SI
SI
discoversearch

We've detected that you're using an ad content blocking browser plug-in or feature. Ads provide a critical source of revenue to the continued operation of Silicon Investor.  We ask that you disable ad blocking while on Silicon Investor in the best interests of our community.  If you are not using an ad blocker but are still receiving this message, make sure your browser's tracking protection is set to the 'standard' level.
Politics : I Will Continue to Continue, to Pretend.... -- Ignore unavailable to you. Want to Upgrade?


To: Sully- who wrote (1401)5/10/2004 3:08:43 AM
From: Sully-  Read Replies (11) | Respond to of 35834
 
Keeping Rumsfeld shows leadership

By Boston Herald editorial staff
Saturday, May 8, 2004
<font size=4>
Did it ever occur to anyone in the media elite that President Bush's decision to retain the services of Defense Secretary Donald Rumsfeld was a sign of political courage, not misplaced loyalty?

It is the easiest decision in politics for an elected official to throw one of his appointees under the bus. Nothing takes the air out of a public relations crisis faster than sacrificing a scapegoat.

Far harder is to stick by underlings under fire. Doing so essentially means accepting that the bull's eye will be placed on the politician's own back.

That's not a position most elected leaders are willing to put themselves in. Bush clearly is - and only six months from a general election to boot.
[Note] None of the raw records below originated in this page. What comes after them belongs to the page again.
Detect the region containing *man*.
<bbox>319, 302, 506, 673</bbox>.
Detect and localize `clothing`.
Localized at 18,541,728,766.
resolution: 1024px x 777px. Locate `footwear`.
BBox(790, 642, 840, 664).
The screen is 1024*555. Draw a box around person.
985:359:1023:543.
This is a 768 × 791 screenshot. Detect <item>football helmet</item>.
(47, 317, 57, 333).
By doing so, he has placed himself at huge political risk, and there's something admirable about that.

Keeping Rumsfeld at the Pentagon and George Tenet at the CIA means Bush is essentially taking responsibility - personal responsibility - for the missteps of these two agencies, past and future. He's gambling that the American public will look, as he does, at the bigger picture.
The president has supreme confidence in the soundness of his policies and in the people he has picked to carry them out.

It doesn't follow that Bush is blind to policy or human failings. That he took Rumsfeld to the woodshed - and then authorized aides to make it public - makes clear he's no patsy.
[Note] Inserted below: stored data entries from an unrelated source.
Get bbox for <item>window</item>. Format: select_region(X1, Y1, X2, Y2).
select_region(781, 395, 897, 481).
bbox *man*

We don't agree with his decision to keep Tenet. Any CIA leader who accepts that it will take five years to fix that troubled operation isn't the right person to lead the turnaround.

And certainly a major ball was dropped in the handling of Iraqi prisoner abuse cases.

Rumsfeld acknowledged as much in testimony before Congress yesterday: ``I feel terrible about what happened to these Iraqi detainees. They are human beings. They were in U.S. custody. . . . I offer my deepest apologies.''

Rumsfeld warned that there are worse disclosures to come. Further review may make it clear that he, like Tenet, is the wrong choice for the country.

That the president isn't willing to make that choice now doesn't show a lack of leadership. It is leadership.